CONCEPTUAL BRIEF Navigating Knowledge Fluidity in AI-Driven Education: A Conceptual Brief on the EHC Model

CONCEPTUAL BRIEF Navigating Knowledge Fluidity in AI-Driven Education: A Conceptual Brief on the EHC Model

Author: Constantine Andoniou, Abu Dhabi Universityconstantine.andoniou@adu.ac.ae

As artificial intelligence (AI) continues to permeate educational environments, educators and researchers face a paradox: AI enables unprecedented personalization and access, yet it also introduces cognitive fragmentation, semantic instability, and informational overload. To navigate this tension, the Elasticity of Hyperfluid Concepts (EHC) model offers a theoretical lens to analyze and balance the structural and adaptive forces at play in AI-mediated knowledge systems.

The EHC model is not a learning theory per se, but a framework for epistemic design—addressing how knowledge is structured, interpreted, and experienced in rapidly shifting educational contexts. It provides language and structure for understanding how rigidity and flexibility must be managed to ensure meaningful, cognitively sustainable learning in AI-enhanced environments.

 This conceptual brief introduces the EHC model’s five core components and outlines their relevance to contemporary AI-integrated pedagogy.

 The Five Core Concepts of the EHC Model

  1. Epistemic Viscosity Refers to the resistance of knowledge systems to simplification. In educational settings, this manifests when excessive information, layered taxonomies, or over-structured systems impede learner clarity. AI can both mitigate and amplify this viscosity—curating or overwhelming, depending on how it's applied.
  2. Hyperfluidity Describes the continuous transformation of information, roles, and identities. Hyperfluid environments, like algorithmically tailored learning paths, offer adaptability but risk disorientation. EHC emphasizes the need for grounding mechanisms within adaptive systems.
  3. Semantic Turbulence The instability of meaning across contexts, platforms, or interpretive communities. AI-generated content may appear fluent but can cause misalignment in learner understanding. The model stresses the importance of scaffolding interpretation in digital discourse.
  4. Meta-Semiosis Reflects the recursive, reflective process of meaning-making. AI tools can support meta-semiosis by enabling learner reflection through analytics, journaling, or guided dialogue. However, this requires intentional design that supports reinterpretation, not just performance.
  5. Ontic Irreversibility Certain moments in learning—insights, failures, or transformative experiences—leave lasting imprints. AI systems should be designed to recognize, honor, and build upon these irreversible learning events, rather than obscuring them through constant novelty.

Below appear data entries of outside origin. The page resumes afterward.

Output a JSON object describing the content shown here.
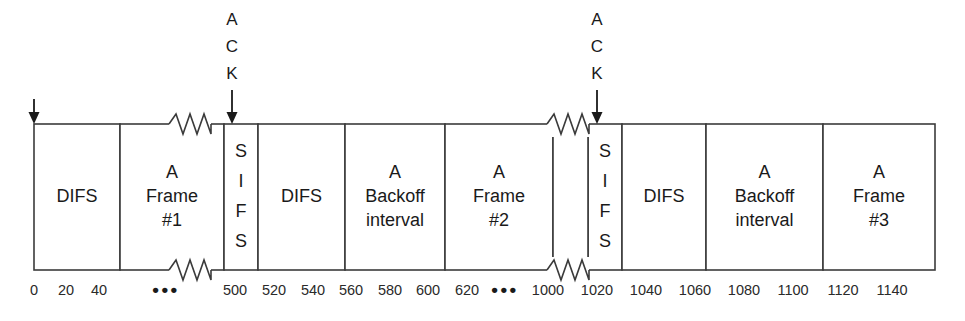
{
  "figure": {
    "kind": "ieee-802-11-csma-ca-timing-diagram",
    "background_color": "#ffffff",
    "line_color": "#3b3b3b",
    "text_color": "#1a1a1a"
  },
  "chart_data": {
    "type": "timeline",
    "title": "",
    "xlabel": "",
    "ylabel": "",
    "xlim": [
      0,
      1150
    ],
    "grid": false,
    "legend": null,
    "axis_tick_labels": [
      "0",
      "20",
      "40",
      "•••",
      "500",
      "520",
      "540",
      "560",
      "580",
      "600",
      "620",
      "•••",
      "1000",
      "1020",
      "1040",
      "1060",
      "1080",
      "1100",
      "1120",
      "1140"
    ],
    "segments": [
      {
        "label": "DIFS",
        "lines": [
          "DIFS"
        ],
        "orientation": "horizontal"
      },
      {
        "label": "A Frame #1",
        "lines": [
          "A",
          "Frame",
          "#1"
        ],
        "orientation": "horizontal"
      },
      {
        "label": "SIFS",
        "lines": [
          "S",
          "I",
          "F",
          "S"
        ],
        "orientation": "vertical"
      },
      {
        "label": "DIFS",
        "lines": [
          "DIFS"
        ],
        "orientation": "horizontal"
      },
      {
        "label": "A Backoff interval",
        "lines": [
          "A",
          "Backoff",
          "interval"
        ],
        "orientation": "horizontal"
      },
      {
        "label": "A Frame #2",
        "lines": [
          "A",
          "Frame",
          "#2"
        ],
        "orientation": "horizontal"
      },
      {
        "label": "SIFS",
        "lines": [
          "S",
          "I",
          "F",
          "S"
        ],
        "orientation": "vertical"
      },
      {
        "label": "DIFS",
        "lines": [
          "DIFS"
        ],
        "orientation": "horizontal"
      },
      {
        "label": "A Backoff interval",
        "lines": [
          "A",
          "Backoff",
          "interval"
        ],
        "orientation": "horizontal"
      },
      {
        "label": "A Frame #3",
        "lines": [
          "A",
          "Frame",
          "#3"
        ],
        "orientation": "horizontal"
      }
    ],
    "annotations": [
      {
        "name": "start-arrow",
        "label": "",
        "x": 34
      },
      {
        "name": "ack-annotation-1",
        "label": "ACK",
        "lines": [
          "A",
          "C",
          "K"
        ],
        "x": 232
      },
      {
        "name": "ack-annotation-2",
        "label": "ACK",
        "lines": [
          "A",
          "C",
          "K"
        ],
        "x": 597
      }
    ],
    "break_marks": [
      {
        "name": "axis-break-1",
        "x": 190
      },
      {
        "name": "axis-break-2",
        "x": 568
      }
    ]
  },
  "boxes": [
    {
      "id": "difs-1",
      "x": 34,
      "w": 86,
      "lines": [
        "DIFS"
      ],
      "vertical": false
    },
    {
      "id": "frame-1",
      "x": 120,
      "w": 104,
      "lines": [
        "A",
        "Frame",
        "#1"
      ],
      "vertical": false
    },
    {
      "id": "sifs-1",
      "x": 224,
      "w": 34,
      "lines": [
        "S",
        "I",
        "F",
        "S"
      ],
      "vertical": true
    },
    {
      "id": "difs-2",
      "x": 258,
      "w": 87,
      "lines": [
        "DIFS"
      ],
      "vertical": false
    },
    {
      "id": "backoff-1",
      "x": 345,
      "w": 100,
      "lines": [
        "A",
        "Backoff",
        "interval"
      ],
      "vertical": false
    },
    {
      "id": "frame-2",
      "x": 445,
      "w": 108,
      "lines": [
        "A",
        "Frame",
        "#2"
      ],
      "vertical": false
    },
    {
      "id": "sifs-2",
      "x": 588,
      "w": 34,
      "lines": [
        "S",
        "I",
        "F",
        "S"
      ],
      "vertical": true
    },
    {
      "id": "difs-3",
      "x": 622,
      "w": 84,
      "lines": [
        "DIFS"
      ],
      "vertical": false
    },
    {
      "id": "backoff-2",
      "x": 706,
      "w": 117,
      "lines": [
        "A",
        "Backoff",
        "interval"
      ],
      "vertical": false
    },
    {
      "id": "frame-3",
      "x": 823,
      "w": 112,
      "lines": [
        "A",
        "Frame",
        "#3"
      ],
      "vertical": false
    }
  ],
  "stub_boxes": [
    {
      "id": "frame-1-tail",
      "x": 553,
      "w": 35
    }
  ],
  "ticks": [
    {
      "label": "0",
      "x": 34
    },
    {
      "label": "20",
      "x": 66
    },
    {
      "label": "40",
      "x": 99
    },
    {
      "label": "•••",
      "x": 166,
      "dots": true
    },
    {
      "label": "500",
      "x": 235
    },
    {
      "label": "520",
      "x": 274
    },
    {
      "label": "540",
      "x": 313
    },
    {
      "label": "560",
      "x": 351
    },
    {
      "label": "580",
      "x": 390
    },
    {
      "label": "600",
      "x": 428
    },
    {
      "label": "620",
      "x": 467
    },
    {
      "label": "•••",
      "x": 505,
      "dots": true
    },
    {
      "label": "1000",
      "x": 548
    },
    {
      "label": "1020",
      "x": 597
    },
    {
      "label": "1040",
      "x": 646
    },
    {
      "label": "1060",
      "x": 695
    },
    {
      "label": "1080",
      "x": 744
    },
    {
      "label": "1100",
      "x": 793
    },
    {
      "label": "1120",
      "x": 843
    },
    {
      "label": "1140",
      "x": 892
    }
  ]
}
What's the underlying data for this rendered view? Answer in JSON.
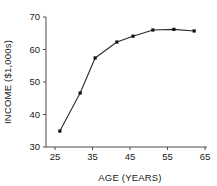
{
  "chart_data": {
    "type": "line",
    "title": "",
    "xlabel": "AGE (YEARS)",
    "ylabel": "INCOME ($1,000s)",
    "xlim": [
      25,
      65
    ],
    "ylim": [
      30,
      70
    ],
    "xticks": [
      25,
      35,
      45,
      55,
      65
    ],
    "yticks": [
      30,
      40,
      50,
      60,
      70
    ],
    "xtick_labels": [
      "25",
      "35",
      "45",
      "55",
      "65"
    ],
    "ytick_labels": [
      "30",
      "40",
      "50",
      "60",
      "70"
    ],
    "grid": false,
    "legend": null,
    "marker": "square",
    "line_color": "#2b2b2b",
    "marker_color": "#111111",
    "x": [
      26.3,
      31.7,
      35.7,
      41.5,
      45.8,
      51.1,
      56.7,
      62.1
    ],
    "values": [
      34.9,
      46.6,
      57.4,
      62.3,
      64.1,
      66.0,
      66.2,
      65.7
    ],
    "points": [
      {
        "x": 26.3,
        "y": 34.9
      },
      {
        "x": 31.7,
        "y": 46.6
      },
      {
        "x": 35.7,
        "y": 57.4
      },
      {
        "x": 41.5,
        "y": 62.3
      },
      {
        "x": 45.8,
        "y": 64.1
      },
      {
        "x": 51.1,
        "y": 66.0
      },
      {
        "x": 56.7,
        "y": 66.2
      },
      {
        "x": 62.1,
        "y": 65.7
      }
    ]
  }
}
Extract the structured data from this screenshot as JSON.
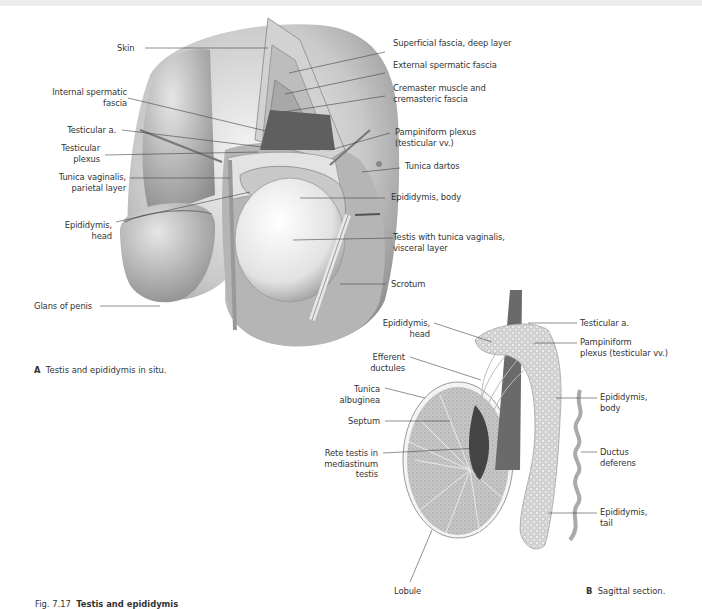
{
  "figure": {
    "number": "Fig. 7.17",
    "title": "Testis and epididymis",
    "subtitle": "Left lateral view."
  },
  "panel_a": {
    "letter": "A",
    "caption": "Testis and epididymis in situ.",
    "labels_left": {
      "skin": "Skin",
      "internal_spermatic_fascia_1": "Internal spermatic",
      "internal_spermatic_fascia_2": "fascia",
      "testicular_a": "Testicular a.",
      "testicular_plexus_1": "Testicular",
      "testicular_plexus_2": "plexus",
      "tunica_vaginalis_1": "Tunica vaginalis,",
      "tunica_vaginalis_2": "parietal layer",
      "epididymis_head_1": "Epididymis,",
      "epididymis_head_2": "head",
      "glans": "Glans of penis"
    },
    "labels_right": {
      "superficial_fascia": "Superficial fascia, deep layer",
      "external_spermatic_fascia": "External spermatic fascia",
      "cremaster_1": "Cremaster muscle and",
      "cremaster_2": "cremasteric fascia",
      "pampiniform_1": "Pampiniform plexus",
      "pampiniform_2": "(testicular vv.)",
      "tunica_dartos": "Tunica dartos",
      "epididymis_body": "Epididymis, body",
      "testis_1": "Testis with tunica vaginalis,",
      "testis_2": "visceral layer",
      "scrotum": "Scrotum"
    }
  },
  "panel_b": {
    "letter": "B",
    "caption": "Sagittal section.",
    "labels_left": {
      "epididymis_head_1": "Epididymis,",
      "epididymis_head_2": "head",
      "efferent_1": "Efferent",
      "efferent_2": "ductules",
      "tunica_albuginea_1": "Tunica",
      "tunica_albuginea_2": "albuginea",
      "septum": "Septum",
      "rete_1": "Rete testis in",
      "rete_2": "mediastinum",
      "rete_3": "testis",
      "lobule": "Lobule"
    },
    "labels_right": {
      "testicular_a": "Testicular a.",
      "pampiniform_1": "Pampiniform",
      "pampiniform_2": "plexus (testicular vv.)",
      "epididymis_body_1": "Epididymis,",
      "epididymis_body_2": "body",
      "ductus_1": "Ductus",
      "ductus_2": "deferens",
      "epididymis_tail_1": "Epididymis,",
      "epididymis_tail_2": "tail"
    }
  }
}
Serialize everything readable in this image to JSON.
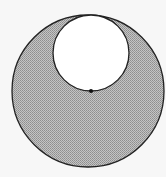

 Figure: The Elasticity of Hyperfluid Concepts (EHC) Model: Balancing Rigidity and Flexibility (Andoniou, 2025).

 Application in AI-Enhanced Learning Design

The EHC model can inform several domains of practice:

  • Curriculum Structuring: Designing adaptive pathways that integrate stable conceptual anchors.
  • Interface Design: Reducing cognitive overload by balancing AI recommendations with human-centric transparency.
  • Reflective Practice: Embedding tools that support iterative learning and personal meaning-making.
  • Ethical AI Use: Ensuring that personalization does not erase critical ontological experiences.

Value Proposition

By offering a vocabulary for emergent educational conditions shaped by AI, the EHC model enables researchers, designers, and educators to critically shape AI-mediated learning environments, rather than merely react to them. This brief aims to provide a conceptual primer—not a substitute for the full model, but an invitation to explore the deeper theoretical foundations and educational implications developed in the full peer-reviewed work.

Paper Citation

A complete version of this paper has been submitted for peer-reviewed Scopus-indexed publication:

Andoniou, C. (2025). The Elasticity of Hyperfluid Concepts (EHC): A Framework for AI‐Driven Knowledge Adaptation in Education. In Alareeni, B. & Hamdan, A. (Eds). (2025). Technovate: The Art of Business Transformation through Technology. Proceedings of ICBT2025, Vol.3. Springer.